“The school would not let me enter the school with my hair covered,” Rahat told Russia Today on Saturday, February 25.
“Now I can be what I want to be,” she added.
For her, dreams of getting a university degree were dashed by the hijab the Kyrgyz government decided to ban headscarf from schools.
Banned from entering schools while donning hihab, Rahat transferred to an Adult Learning Center.
Though the center tolerates her headscarf, it has far lower educational standards. Rahat is not alone.
At the beginning of this school year last September 2011, Muslim students in Kyrgyzstan were banned from attending classes over their headscarf.
Many students were either forced to remove their headscarf or sent home if they refused to take it off.

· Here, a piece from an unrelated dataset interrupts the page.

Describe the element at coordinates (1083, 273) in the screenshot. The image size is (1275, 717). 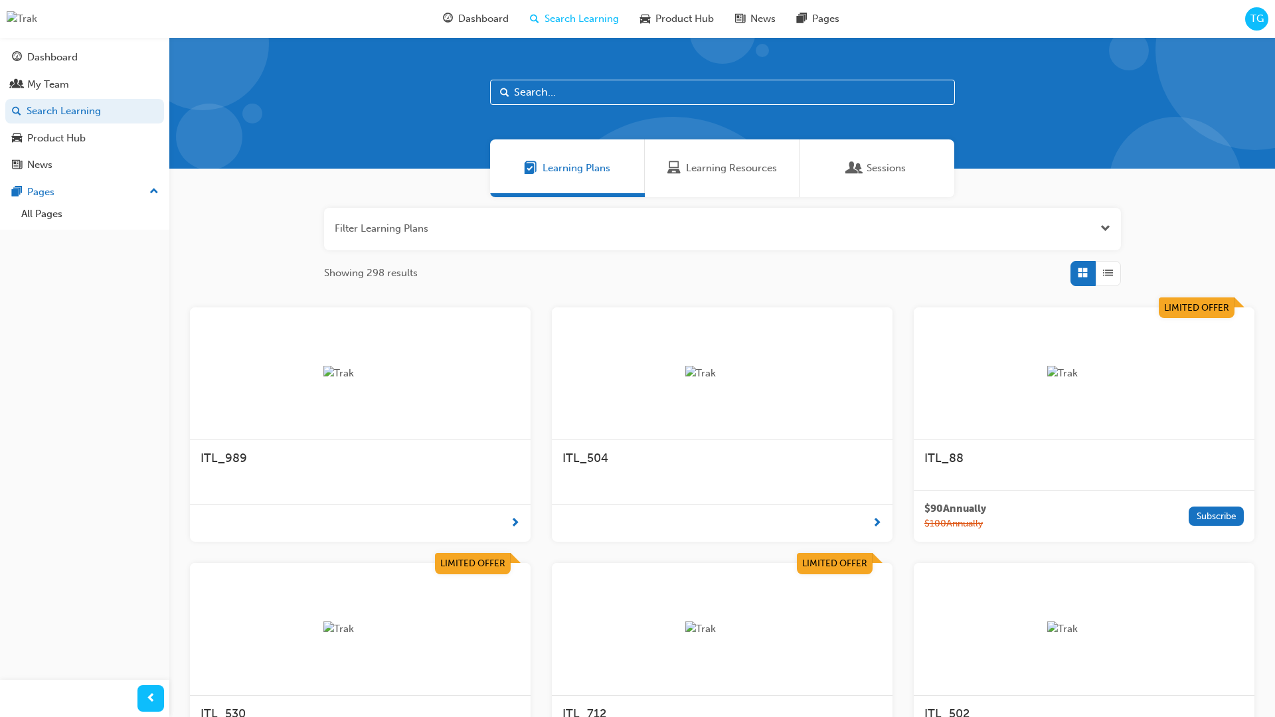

Schools in the predominantly Muslim Central Asian state cite a decision by the Education Ministry to ban the headscarf, an obligatory code of dress in Islam.
Protesting the unofficial ban, many Muslim students choose to follow Rahat example and quit school.
“I personally know many girls who are Muslims like myself and who, faced with the ban on head cover, just had to quit schools altogether and now stay at home,” she added.
The dispute is no new in the impoverished mountainous country.
Every year with the start of the school year, several Muslim girls face exclusion from state schools for wearing hijab.
Schools' officials have been citing guidelines instructing them to interpret and enforce the school dress code more strictly.
In 2009, education official declared that schoolgirls will no longer be allowed to wear hijab.
The decision was blasted by rights advocates as running against the very principles of religious freedom.
Fears!
Following controversial moves by the Kyrgyz government, hijab ban was claimed to be a trial to adhere to a moderate brand of Islam.
“Up to 80 per cent of new mosques were built through some sort of partnership with Arab countries, mainly Saudi Arabia or Qatar. And they provide more than money,” Armen Sharshenov from the State Committee on Religious Affairs
“They export their ideology here.”
Yet, rights advocates warned that the hijab ban was the latest of attacks on religious freedom in the impoverished mountainous country.
Muslims make up 75 percent of Kyrgyzstan's 5-million population.
Islam sees hijab as an obligatory code of dress, not a religious symbol displaying one’s affiliations.
The right to religious freedom has recently come under attack in Kyrgyzstan, according to domestic and international rights activists.
In 2009, President Kurmanbek Bakiyev signed a law banning proselytism, private religious education and the import or dissemination of religious literature.
The law also requires all religious communities to register with the state.